Gravitating together in favoured locales, these galleries formed a scene where the art world could congregate in the weekend ritual of exhibition openings; they were few enough to emerge as powerful brokers of what was considered important. 98

A for Apple, 1962–63, argon gas, mercury vapour, 15 mm coated yellow glass tubing, cast bronze, 243 × 210 × 150 mm, courtesy of The Mayor Gallery, London

On his return to London in September he moved in temporarily with Richard Smith in the Bath Street warehouse he lived in and which he used as a studio, in Clerkenwell in London’s East End. Smith was a slightly older artist, an RCA graduate who had recently spent twenty-one months in New York on a Harkness Fellowship.

Since his return in 1961 he was producing large-scale shaped canvases based on abstractions of consumer products (such as cigarette packets) that registered his exposure to the eye-popping panoramas of America’s urban environments, with their billboards, neon signs, drive-in cinemas, skyscrapers and burgeoning retail outlets. His studio became a social hub for the art scene. 99

It was here, on the afternoon of 22 November 1962, that Apple and Smith effected the physical transformation that accompanied his decision to change his name from Barrie Bates to Billy Apple, and thus reinvent himself. To launch his new identity, Apple bleached his hair and eyebrows and Smith documented his transformation in a series of colour slides.

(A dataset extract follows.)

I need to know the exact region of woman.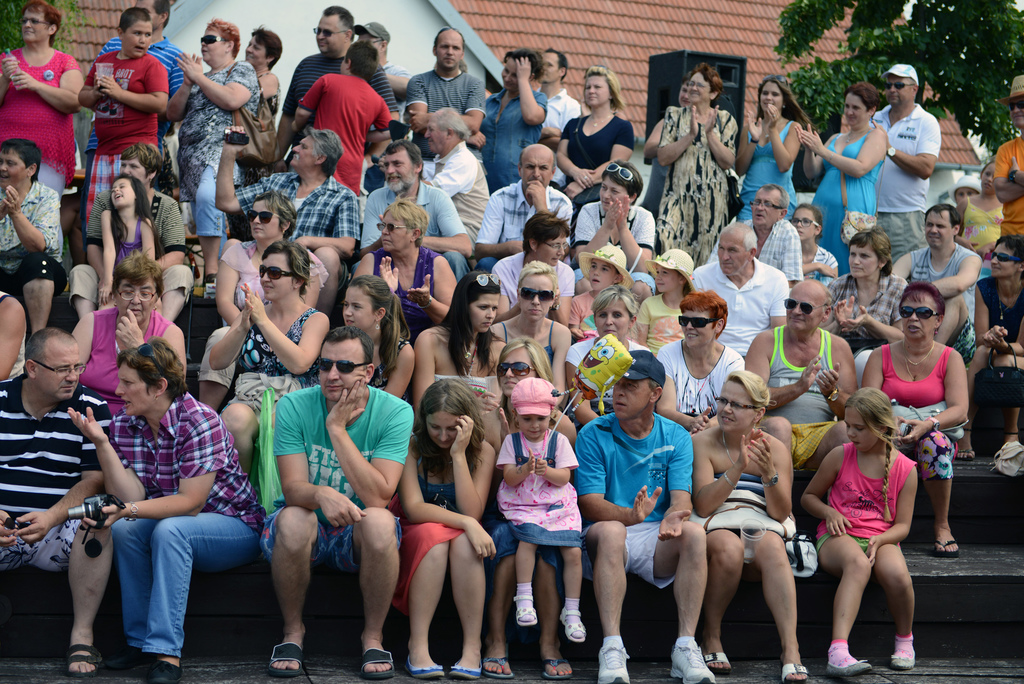
Region: select_region(65, 335, 266, 683).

Together they had settled on the name in a brainstorming session that had them playing with various options. ‘Billy Apple’ stuck because it was simple and catchy and sounded like a fresh product rather than a person. 100 It drew on the wholesome properties of the fruit, as well as its multiple linguistic and narrative associations. For example, ‘apple’ is the word we associate with the letter ‘A’ when learning the alphabet; and apples play common roles in origin stories, such as those of Adam and Eve and Johnny Appleseed.

Though undertaken privately with no other witnesses, Apple always understood this as an artistic appropriation of the workings of the marketplace, where restyling a product was commonplace. He spoke of this as Barrie Bates’s ‘last work’, a move that would require him to live as his own art work from that day forward.

Billy Apple Bleaching with Lady Clairol Instant Creme Whip, November 1962, 1962/2002, gold-toned silver gelatin print from 35 mm colour slide, 408 × 575 mm (photo: Richard Smith), collection of Auckland Art Gallery Toi o Tāmaki, purchased 2015

Something of the nature of this conundrum is embodied in the photograph Apple now treats as the principal document of this moment: Billy Apple Bleaching with Lady Clairol Instant Creme Whip, November 1962 (1962/2002). This is a black-and-white print made from the original 35 mm colour slide taken by Smith showing the artist with his newly bleached hair looking at himself in a mirror, his blond pate illuminated by the almost divine glow of a partially visible light bulb.

Here we witness the transformation of Bates into Apple as a curiously humdrum Immaculate Conception. We see the subject split, literally, by the act of representation. The clue to the photo’s uncanny effect is the mirror into which Apple so piercingly stares. Because of the angle of the shot, from the viewer’s perspective there is no reflection, so Apple is presented as a miraculous original, an intangible presence within the image.

As well as a record of the event that would shape Apple’s career from that day forth, this photograph is a telling analogue for what happened to the artistic subject in the era of mass consumption; it makes ‘Billy Apple’ an emblem of his times.

Apple’s use of bleach to dye his hair to restyle himself recalls his and Hockney’s first encounter with the American television commercial they saw in 1961. Hockney recorded his own transformation into a blond in The Arrival, the first plate of A Rake’s Progress (1961—63), the suite of etchings he produced to document his trip; and it became a recognisable feature of his artistic persona, an attribute, like his distinctive glasses and tongue-in-cheek waistcoats, that identified him as a new breed of artist.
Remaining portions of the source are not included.